I haven’t talked much about breaking up with Kara here, a trend that will continue, but I suppose this is an opportunity to mark it in the record. It was a sad and probably good thing, and it took too long, the problem being that we were happy together until the end. You can see it in the pictures I posted from our trip to Ireland, just a month before I moved out. It was a good trip. I have few regrets.

For a somewhat more distanced (but still very positive) review of LINCWIYAMTBMOYL, see Alison Hallett at the Mercury.

The warning “does not relate to an imminent or specific threat.”

I’ve mentioned before, I think, that hospitals contain some pretty potent olfactory triggers for me. So when a daily donation thing for a pediatric palliative care home bubbled up through my twitters, this caught me:

“We’re very cautious about the ‘hospital’ smell, so we have smell patrols,” laughs Simons. “Usually we have brownies baking.”

Okay, Debbie Simmons of Ryan House. You get it. Here’s my wallet.

I lied about Eminem being my spirit animal. Cleo is my spirit animal.

My favorite comic strips always go away! I am very sad about Bobwhite ending; it will leave a sore and empty socket in the jawbox of my daily comics list. For years it has been the funniest, smartest, most personal two minutes of my morning, and it was a privilege to read.

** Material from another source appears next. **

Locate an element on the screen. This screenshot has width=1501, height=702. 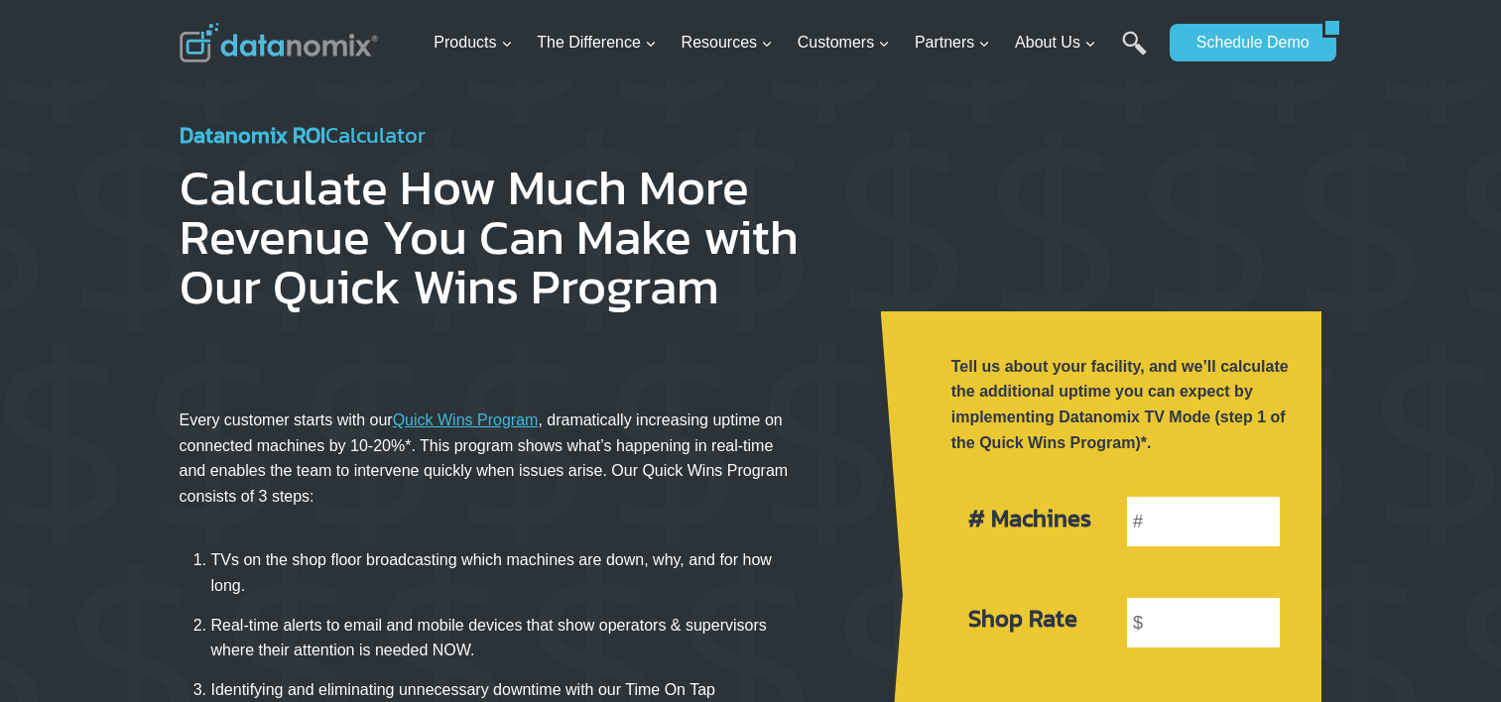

Unlike the bad old days, though, now when comic creators stop doing one strip they start another! I don’t know if Magnolia’s new Monster Pulse will ever replace Bobwhite in my heart, but I will pretty much follow her work anywhere at this point. The same goes for Kris Straub, of course, and F Chords has suddenly sprinted up to become my favorite outlet of his, with a distinctly more personal tone that echoes a little of what he used to do in Checkerboard Nightmare. So fucking go there already, I’m tired of telling you dicks.

And re-read Bobwhite!

I am thirty now

Hand modeling by Kara.

There are two things in that picture. One of them is a FREAKING IPAD. Kara and her family got it for me for my birthday because they are ridiculous. I am still figuring out what it is for (besides giving me yet another platform on which to play Worms), but I already know that a) Flipboard is amazing and b) an iPad makes a much, much better laptop-analog than my poor phone. I’m typing this on it right now!

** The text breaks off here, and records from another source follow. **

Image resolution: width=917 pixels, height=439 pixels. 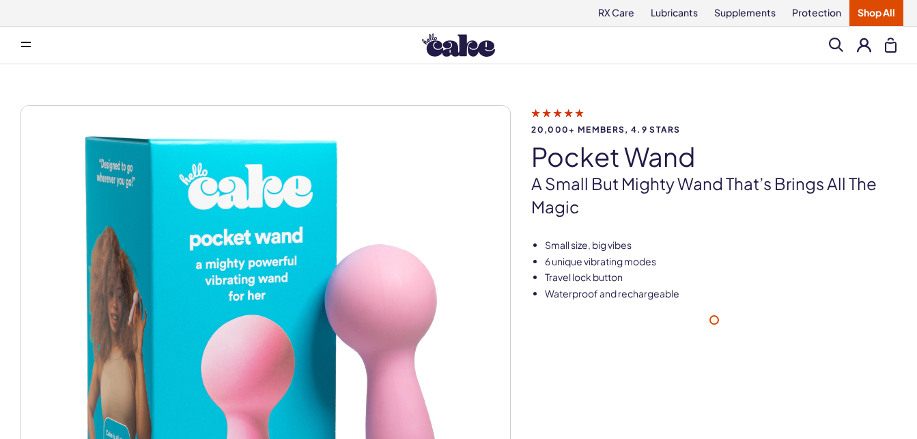 What do you see at coordinates (714, 129) in the screenshot?
I see `span: 20,000+ members, 4.9 stars` at bounding box center [714, 129].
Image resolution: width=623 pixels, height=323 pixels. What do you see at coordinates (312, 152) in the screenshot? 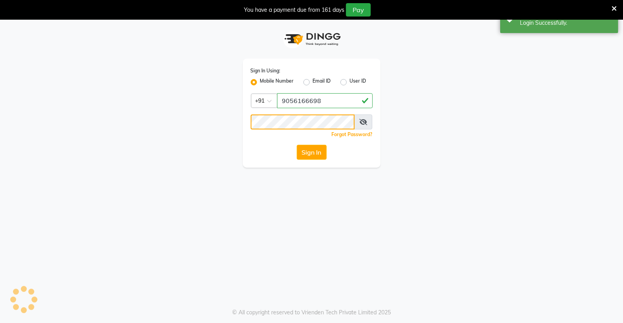
I see `button: Sign In` at bounding box center [312, 152].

The other thing in the picture is a card from my Uncle John and Aunt Dana. I’ve told you about UJ’s birthday cards before, but this one is something else. You should click on this high-res version to get a better look.

Cross-section.

It’s covered in names from that thing I did for a while, which my aunt and uncle have always supported to an unwarranted degree. I can’t remember whether I told them I was bringing the project to a close, but I think I must have to get such a perfect gift! I’m framing it.

I started writing this on Friday evening, thinking that my awesome birthday was pretty much over, but I was mistaken. The entry immediately following this will elaborate.